On EU Competition Law Procedure
Kluwer has just published Regulation 1/2003 and EU Antitrust Enforcement, a systematised article-by-article expert commentary on Regulation 1/2003, that also includes additional insights and critical views by a very impressive team of authors (featuring also some less impressive ones, namely Pablo and myself). The book has been edited by Kris Dekeyser, Céline Gauer, Johannes Laitenberger, Nils Wahl, Wouter Wils and Luca Prete.
I have already read various chapters in preparation for a 25 hour seminar on EU Competition Law Procedure that I start teaching today at the College of Europe, and it is a must-have for anyone interested in how EU competition law works in practice.
Luis Ortiz Blanco and I have authored the chapter on “EU Competition Procedure from the Perspective of Outside Counsel”, where we try to explain the beauty and the relevance of procedure from, well, the perspective of outside counsel. Kluwer has authorized us to post here the full text of our contribution. This is the introductory section:
“There is a hidden beauty to procedural matters. In a discipline as open and dynamic as competition law, substance tends to attract most of the attention. Many see substantive competition law as fertile ground to develop and debate creative theories but perceive procedure as a source of hurdles, dull tasks and deadlines regulated in black letter regulations or soft law instruments containing all relevant answers. From the perspective of outside counsel, this could not be further from the truth. Without procedure, substance is but abstraction. Procedure and substance live in symbiosis to the extent that the division between the two may not always be apparent. At a time when, as we will explain below, the margin for substantive discussions in actual cases may be narrowing, procedural questions retain their interest. In practice, from the perspective of outside counsel, procedural questions are often the most interesting ones. While substantive competition law discussion may connect our discipline to economics, procedural principles and rules play a critical role in ensuring that competition law does not lose its last name.
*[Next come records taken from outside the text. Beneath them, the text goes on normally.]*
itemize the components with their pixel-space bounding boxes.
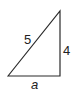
vertical-leg-label: 4 (63, 44, 70, 57)
triangle-shape (8, 11, 60, 76)
base-label: a (31, 78, 38, 91)
hypotenuse-label: 5 (24, 33, 31, 46)
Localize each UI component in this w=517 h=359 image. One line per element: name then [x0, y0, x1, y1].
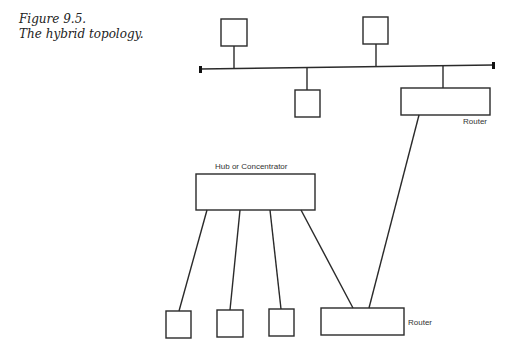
bus-terminator-left [199, 66, 202, 73]
hub-link-router [301, 210, 353, 308]
hub-workstation-3 [269, 309, 294, 336]
bus-workstation-3 [295, 90, 320, 117]
router-bottom [321, 308, 404, 335]
router-bottom-label: Router [408, 318, 432, 327]
hub-link-3 [270, 210, 281, 309]
router-to-router-link [369, 115, 419, 308]
router-top [401, 88, 490, 115]
hub-link-2 [230, 210, 240, 310]
hub-workstation-1 [166, 311, 191, 338]
bus-terminator-right [492, 62, 495, 69]
bus-backbone [200, 65, 493, 69]
hub-label: Hub or Concentrator [215, 162, 288, 171]
hub-workstation-2 [217, 310, 243, 337]
bus-workstation-1 [221, 19, 247, 46]
hub-box [196, 174, 315, 210]
bus-workstation-2 [363, 17, 388, 44]
hub-link-1 [179, 210, 207, 311]
router-top-label: Router [463, 117, 487, 126]
hybrid-topology-diagram: Router Hub or Concentrator Router [0, 0, 517, 359]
There is also a hidden relevance to procedural matters. Procedural principles and rules have largely shaped the evolution of EU competition law, guided its application and contributed to its legitimacy and soundness. The evolution in EU competition procedures over the years has impacted, and in many ways even transformed, the nature of the work that outside counsel perform. In more immediate terms, procedural questions often determine the outcome of individual cases (‘It’s the procedure, stupid!’). This is particularly relevant to outside counsel. Unlike other repeat players, like competition authorities or courts, outside counsel are not bound by policy and consistency considerations but driven by a fiduciary duty to advance their clients’ best interests, generally within the context of a particular controversy. As outside counsel, both the nature and the measure of our work crucially depend on procedure. In what follows, we seek to explain how”.
To read the entire chapter (6 pages, you can handle that) and check out the full table of contents and authors, click on the link below:
Dear Mr. Blanco and Mr. Lamadrid,
Your chapter has sparked my interest in researching how competition lawyers have shaped EU procedural competition law for my LLB thesis. Given that I haven’t found a wealth of literature on this topic, would you say there is room for more research in this area?
anita
30 January 2023 at 1:38 pm
I am sure that there is ample room for study, but the topic won’t be easy to deal with. Inter alia, what would be the research question(s) which your work would have to (attempt to) answer? That must be relatively clear in your mind. Then, once you have an idea on that, you should consider, among others, (i) the sources that you need to review in order to find useful elements of analysis, and (ii) the kind of approach/structure you intend to follow in your research.